By editorial board • 

Resolutions and proclamations seldom worth the investment

It seems the season for local resolutions, declarations and proclamations, the vast majority having not even tenuous relevance to the adopting body’s authorized function. In response, we’d like to suggest the following pronouncement for adoption by Yamhill County, its 10 cities and the other local government entities:

“Be it hereby resolved, declared and proclaimed that we will, henceforth, avoid all pronouncements on state, national, political and social issues lacking any direct relationship to our core function.”

Doing so is a quagmire, a minefield. At best, it’s a time-wasting distraction. At worst, typically reserved for our county commissioners, it’s a display of overtly partisan posturing.

The most recent examples exist courtesy of our well-meaning city fathers, who should know better.

In one case, they couldn’t resist limiting themselves to condemnation of the Jan. 6 insurrection staged by Trump supporters at our nation’s Capitol, something almost universally shared. They felt compelled to wade on into condemnation of racism and white supremacy, thereby suggesting racist causation that went too far for many in the community.

It’s one thing to oppose racism and white supremacy as evils we desperately need to eradicate. It’s another to frame the Capitol assault in those terms. That’s best left to politicians, pundits and editorialists like us.

In the other case, they could and did resist signing onto a statement from the chamber — one in which it sought to impose its own virus protection judgment on the governor and her expert advisers. The Oregon Mayors’ Association struck a more broadly acceptable tone when it simply asked the governor to share the scientific data on which she was relying.

However, the mayor and council let both resolutions become time-wasting sideshows, suggesting — unfairly, we hope — they have nothing better to do. They should really try to avoid this kind of distraction.

Councilor Chris Chenoweth led the opposition to the insurrection condemnation in commendably thoughtful terms, expressed both orally and in writing. However, Councilor Adam Garvin perhaps best captured the substance when he warned his colleagues they risked falling into a never-ending cycle of such issues.

For a prime example, one need look to the courthouse, where Commissioner Mary Starrett has a long record of dragging the county into partisan social-issue sideshows. Allen Springer used to lend avid support, and it appears newly elected Lindsay Berschauer could fall into that trap as well.

At Starrett’s urging, the county has entertained resolutions: 1) asking the federal government to relinquish all land it owns in the county, including extensive Bureau of Land Management holdings and the federal prison site in Sheridan; 2) joining cattle and timber counties in opposing a projected “flood of anti-gun legislation” at the state and federal levels; 3) setting aside a “School Choice Week;” 4) and adding property owners, taxpayers, business owners, farmers, convicts, addicts, the developmentally disabled, people of faith and the “pre-born” to a community welcoming aimed initially at immigrants, people of color and the LGBTQ population.

The county has been particularly active on the firearms front. Incensed by legislation extending background checks to private sales, it first registered opposition, then vowed to forgo enforcement and finally entertained the idea of ordering the sheriff’s non-compliance — even though the enforcement function was reserved exclusively for the state police.

In a public meeting opening with prayer and Bible reading, as many did when Starrett and Springer were teamed up, the commissioners spent hours taking fervent gun rights testimony from out-of-area interests. On another occasion, they devoted most of a meeting to a Baker County commissioner railing against state and federal logging and mining regulation.

Most recently, the commissioners devoted three hours to a Starrett move to have the county declared a sanctuary from enforcement of state gun restrictions. She was undeterred even after being advised the unconstitutionality could open the county to costly litigation.

Do we equate the city’s recent foray into the resolution arena with that of the county? Hardly. 

We do, however, think entertaining feel-good resolutions with little relationship to city business is a slippery slope. And the county shows just how far down that slope truly egregious violators can slide.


What is being asked =>
Return every line of the data below exactly, but do not include the images.

Recorded data =>
+ + + +

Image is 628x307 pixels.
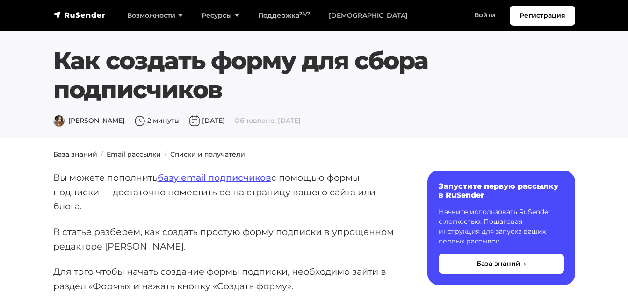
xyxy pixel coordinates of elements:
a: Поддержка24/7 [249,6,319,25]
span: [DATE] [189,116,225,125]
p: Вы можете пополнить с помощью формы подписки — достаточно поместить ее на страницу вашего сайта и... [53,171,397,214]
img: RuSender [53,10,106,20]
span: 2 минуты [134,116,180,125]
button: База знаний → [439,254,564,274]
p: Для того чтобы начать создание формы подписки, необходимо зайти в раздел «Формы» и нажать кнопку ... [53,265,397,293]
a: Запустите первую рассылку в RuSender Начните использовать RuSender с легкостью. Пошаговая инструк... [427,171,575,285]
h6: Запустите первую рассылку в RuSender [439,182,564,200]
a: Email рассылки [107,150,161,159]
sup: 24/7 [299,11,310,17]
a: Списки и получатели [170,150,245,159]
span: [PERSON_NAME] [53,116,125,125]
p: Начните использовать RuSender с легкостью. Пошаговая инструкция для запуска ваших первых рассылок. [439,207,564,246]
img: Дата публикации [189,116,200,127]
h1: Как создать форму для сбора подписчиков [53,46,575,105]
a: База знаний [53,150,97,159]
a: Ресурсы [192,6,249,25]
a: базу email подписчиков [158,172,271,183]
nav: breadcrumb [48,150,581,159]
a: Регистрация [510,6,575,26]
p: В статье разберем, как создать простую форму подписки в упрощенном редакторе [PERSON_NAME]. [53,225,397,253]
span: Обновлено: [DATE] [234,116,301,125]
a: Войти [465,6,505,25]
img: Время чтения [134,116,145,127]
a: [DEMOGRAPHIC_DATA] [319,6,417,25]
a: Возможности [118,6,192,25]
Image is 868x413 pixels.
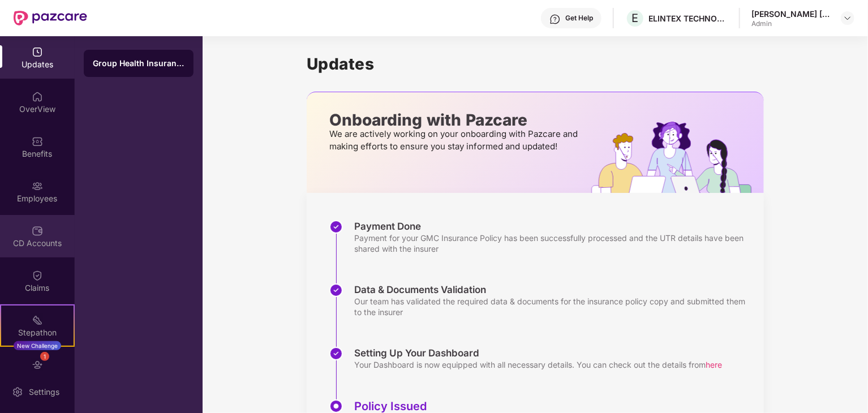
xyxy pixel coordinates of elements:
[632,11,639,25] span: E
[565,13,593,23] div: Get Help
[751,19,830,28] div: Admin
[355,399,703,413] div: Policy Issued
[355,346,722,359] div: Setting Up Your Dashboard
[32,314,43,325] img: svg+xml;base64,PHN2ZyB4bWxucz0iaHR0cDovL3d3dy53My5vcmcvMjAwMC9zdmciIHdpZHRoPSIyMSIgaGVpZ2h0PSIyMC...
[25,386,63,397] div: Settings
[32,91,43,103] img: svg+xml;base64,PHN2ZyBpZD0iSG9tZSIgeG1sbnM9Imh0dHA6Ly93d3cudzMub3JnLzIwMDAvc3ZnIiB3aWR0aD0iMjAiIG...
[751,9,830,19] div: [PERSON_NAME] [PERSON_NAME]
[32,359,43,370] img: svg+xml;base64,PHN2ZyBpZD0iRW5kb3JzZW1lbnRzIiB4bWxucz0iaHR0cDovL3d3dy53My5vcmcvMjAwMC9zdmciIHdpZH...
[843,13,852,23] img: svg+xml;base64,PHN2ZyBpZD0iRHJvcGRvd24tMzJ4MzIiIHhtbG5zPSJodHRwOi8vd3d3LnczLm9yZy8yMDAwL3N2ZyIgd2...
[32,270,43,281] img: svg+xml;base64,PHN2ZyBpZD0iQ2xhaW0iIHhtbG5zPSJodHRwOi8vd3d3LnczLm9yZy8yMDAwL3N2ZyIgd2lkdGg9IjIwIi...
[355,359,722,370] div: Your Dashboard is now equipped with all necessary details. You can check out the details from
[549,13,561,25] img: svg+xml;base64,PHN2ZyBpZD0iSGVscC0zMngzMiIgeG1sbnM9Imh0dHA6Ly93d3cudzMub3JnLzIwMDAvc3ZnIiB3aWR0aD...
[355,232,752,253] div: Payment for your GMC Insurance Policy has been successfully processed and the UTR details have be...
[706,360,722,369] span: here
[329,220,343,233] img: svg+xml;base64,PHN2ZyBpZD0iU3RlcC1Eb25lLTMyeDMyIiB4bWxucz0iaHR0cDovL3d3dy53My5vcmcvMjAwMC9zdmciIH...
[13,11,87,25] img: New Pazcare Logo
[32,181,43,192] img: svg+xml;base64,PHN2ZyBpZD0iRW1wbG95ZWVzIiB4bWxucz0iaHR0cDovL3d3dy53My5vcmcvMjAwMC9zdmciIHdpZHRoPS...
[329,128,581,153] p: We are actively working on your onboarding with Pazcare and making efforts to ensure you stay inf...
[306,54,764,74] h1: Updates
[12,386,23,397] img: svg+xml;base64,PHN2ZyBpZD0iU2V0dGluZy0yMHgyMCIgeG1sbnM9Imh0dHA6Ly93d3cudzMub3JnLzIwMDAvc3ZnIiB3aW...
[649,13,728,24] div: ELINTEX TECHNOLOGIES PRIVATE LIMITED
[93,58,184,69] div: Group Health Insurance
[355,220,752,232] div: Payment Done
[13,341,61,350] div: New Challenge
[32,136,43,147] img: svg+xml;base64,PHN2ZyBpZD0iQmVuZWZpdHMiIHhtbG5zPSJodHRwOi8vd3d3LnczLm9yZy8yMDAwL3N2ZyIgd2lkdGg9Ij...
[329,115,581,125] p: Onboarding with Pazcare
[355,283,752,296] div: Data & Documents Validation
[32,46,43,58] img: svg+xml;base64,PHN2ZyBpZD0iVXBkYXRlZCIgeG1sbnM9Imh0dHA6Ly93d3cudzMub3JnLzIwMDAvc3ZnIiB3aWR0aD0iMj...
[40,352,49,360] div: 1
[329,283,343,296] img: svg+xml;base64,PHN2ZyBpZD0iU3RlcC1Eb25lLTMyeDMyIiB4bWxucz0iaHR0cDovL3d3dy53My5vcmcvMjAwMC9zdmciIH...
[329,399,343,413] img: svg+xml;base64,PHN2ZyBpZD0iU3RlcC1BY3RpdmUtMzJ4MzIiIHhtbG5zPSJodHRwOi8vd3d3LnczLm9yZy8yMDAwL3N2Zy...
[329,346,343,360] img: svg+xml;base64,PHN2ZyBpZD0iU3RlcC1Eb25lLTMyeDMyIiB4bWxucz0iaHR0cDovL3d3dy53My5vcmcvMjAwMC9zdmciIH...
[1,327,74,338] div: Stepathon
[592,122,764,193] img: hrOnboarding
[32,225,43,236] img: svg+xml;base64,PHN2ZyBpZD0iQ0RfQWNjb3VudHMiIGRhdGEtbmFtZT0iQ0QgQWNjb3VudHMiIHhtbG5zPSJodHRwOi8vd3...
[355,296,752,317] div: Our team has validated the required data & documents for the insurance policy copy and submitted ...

+ + + +

Exercise response =>
Image is 628x307 pixels.
xyxy pixel coordinates of elements:
a: Поддержка24/7 [249,6,319,25]
span: [DATE] [189,116,225,125]
p: Вы можете пополнить с помощью формы подписки — достаточно поместить ее на страницу вашего сайта и... [53,171,397,214]
img: RuSender [53,10,106,20]
span: 2 минуты [134,116,180,125]
button: База знаний → [439,254,564,274]
p: Для того чтобы начать создание формы подписки, необходимо зайти в раздел «Формы» и нажать кнопку ... [53,265,397,293]
a: Запустите первую рассылку в RuSender Начните использовать RuSender с легкостью. Пошаговая инструк... [427,171,575,285]
h6: Запустите первую рассылку в RuSender [439,182,564,200]
a: Email рассылки [107,150,161,159]
sup: 24/7 [299,11,310,17]
a: Списки и получатели [170,150,245,159]
span: [PERSON_NAME] [53,116,125,125]
p: Начните использовать RuSender с легкостью. Пошаговая инструкция для запуска ваших первых рассылок. [439,207,564,246]
img: Дата публикации [189,116,200,127]
h1: Как создать форму для сбора подписчиков [53,46,575,105]
a: База знаний [53,150,97,159]
a: Ресурсы [192,6,249,25]
a: базу email подписчиков [158,172,271,183]
nav: breadcrumb [48,150,581,159]
a: Регистрация [510,6,575,26]
p: В статье разберем, как создать простую форму подписки в упрощенном редакторе [PERSON_NAME]. [53,225,397,253]
span: Обновлено: [DATE] [234,116,301,125]
a: Войти [465,6,505,25]
img: Время чтения [134,116,145,127]
a: [DEMOGRAPHIC_DATA] [319,6,417,25]
a: Возможности [118,6,192,25]
Image is 868x413 pixels.
xyxy pixel coordinates of elements:
[632,11,639,25] span: E
[565,13,593,23] div: Get Help
[751,19,830,28] div: Admin
[355,399,703,413] div: Policy Issued
[355,346,722,359] div: Setting Up Your Dashboard
[32,314,43,325] img: svg+xml;base64,PHN2ZyB4bWxucz0iaHR0cDovL3d3dy53My5vcmcvMjAwMC9zdmciIHdpZHRoPSIyMSIgaGVpZ2h0PSIyMC...
[25,386,63,397] div: Settings
[32,91,43,103] img: svg+xml;base64,PHN2ZyBpZD0iSG9tZSIgeG1sbnM9Imh0dHA6Ly93d3cudzMub3JnLzIwMDAvc3ZnIiB3aWR0aD0iMjAiIG...
[751,9,830,19] div: [PERSON_NAME] [PERSON_NAME]
[32,359,43,370] img: svg+xml;base64,PHN2ZyBpZD0iRW5kb3JzZW1lbnRzIiB4bWxucz0iaHR0cDovL3d3dy53My5vcmcvMjAwMC9zdmciIHdpZH...
[843,13,852,23] img: svg+xml;base64,PHN2ZyBpZD0iRHJvcGRvd24tMzJ4MzIiIHhtbG5zPSJodHRwOi8vd3d3LnczLm9yZy8yMDAwL3N2ZyIgd2...
[32,270,43,281] img: svg+xml;base64,PHN2ZyBpZD0iQ2xhaW0iIHhtbG5zPSJodHRwOi8vd3d3LnczLm9yZy8yMDAwL3N2ZyIgd2lkdGg9IjIwIi...
[355,359,722,370] div: Your Dashboard is now equipped with all necessary details. You can check out the details from
[549,13,561,25] img: svg+xml;base64,PHN2ZyBpZD0iSGVscC0zMngzMiIgeG1sbnM9Imh0dHA6Ly93d3cudzMub3JnLzIwMDAvc3ZnIiB3aWR0aD...
[355,232,752,253] div: Payment for your GMC Insurance Policy has been successfully processed and the UTR details have be...
[706,360,722,369] span: here
[329,220,343,233] img: svg+xml;base64,PHN2ZyBpZD0iU3RlcC1Eb25lLTMyeDMyIiB4bWxucz0iaHR0cDovL3d3dy53My5vcmcvMjAwMC9zdmciIH...
[13,11,87,25] img: New Pazcare Logo
[32,181,43,192] img: svg+xml;base64,PHN2ZyBpZD0iRW1wbG95ZWVzIiB4bWxucz0iaHR0cDovL3d3dy53My5vcmcvMjAwMC9zdmciIHdpZHRoPS...
[329,128,581,153] p: We are actively working on your onboarding with Pazcare and making efforts to ensure you stay inf...
[306,54,764,74] h1: Updates
[12,386,23,397] img: svg+xml;base64,PHN2ZyBpZD0iU2V0dGluZy0yMHgyMCIgeG1sbnM9Imh0dHA6Ly93d3cudzMub3JnLzIwMDAvc3ZnIiB3aW...
[649,13,728,24] div: ELINTEX TECHNOLOGIES PRIVATE LIMITED
[93,58,184,69] div: Group Health Insurance
[355,220,752,232] div: Payment Done
[13,341,61,350] div: New Challenge
[32,136,43,147] img: svg+xml;base64,PHN2ZyBpZD0iQmVuZWZpdHMiIHhtbG5zPSJodHRwOi8vd3d3LnczLm9yZy8yMDAwL3N2ZyIgd2lkdGg9Ij...
[329,115,581,125] p: Onboarding with Pazcare
[355,283,752,296] div: Data & Documents Validation
[32,46,43,58] img: svg+xml;base64,PHN2ZyBpZD0iVXBkYXRlZCIgeG1sbnM9Imh0dHA6Ly93d3cudzMub3JnLzIwMDAvc3ZnIiB3aWR0aD0iMj...
[40,352,49,360] div: 1
[329,283,343,296] img: svg+xml;base64,PHN2ZyBpZD0iU3RlcC1Eb25lLTMyeDMyIiB4bWxucz0iaHR0cDovL3d3dy53My5vcmcvMjAwMC9zdmciIH...
[329,399,343,413] img: svg+xml;base64,PHN2ZyBpZD0iU3RlcC1BY3RpdmUtMzJ4MzIiIHhtbG5zPSJodHRwOi8vd3d3LnczLm9yZy8yMDAwL3N2Zy...
[329,346,343,360] img: svg+xml;base64,PHN2ZyBpZD0iU3RlcC1Eb25lLTMyeDMyIiB4bWxucz0iaHR0cDovL3d3dy53My5vcmcvMjAwMC9zdmciIH...
[1,327,74,338] div: Stepathon
[592,122,764,193] img: hrOnboarding
[32,225,43,236] img: svg+xml;base64,PHN2ZyBpZD0iQ0RfQWNjb3VudHMiIGRhdGEtbmFtZT0iQ0QgQWNjb3VudHMiIHhtbG5zPSJodHRwOi8vd3...
[355,296,752,317] div: Our team has validated the required data & documents for the insurance policy copy and submitted ...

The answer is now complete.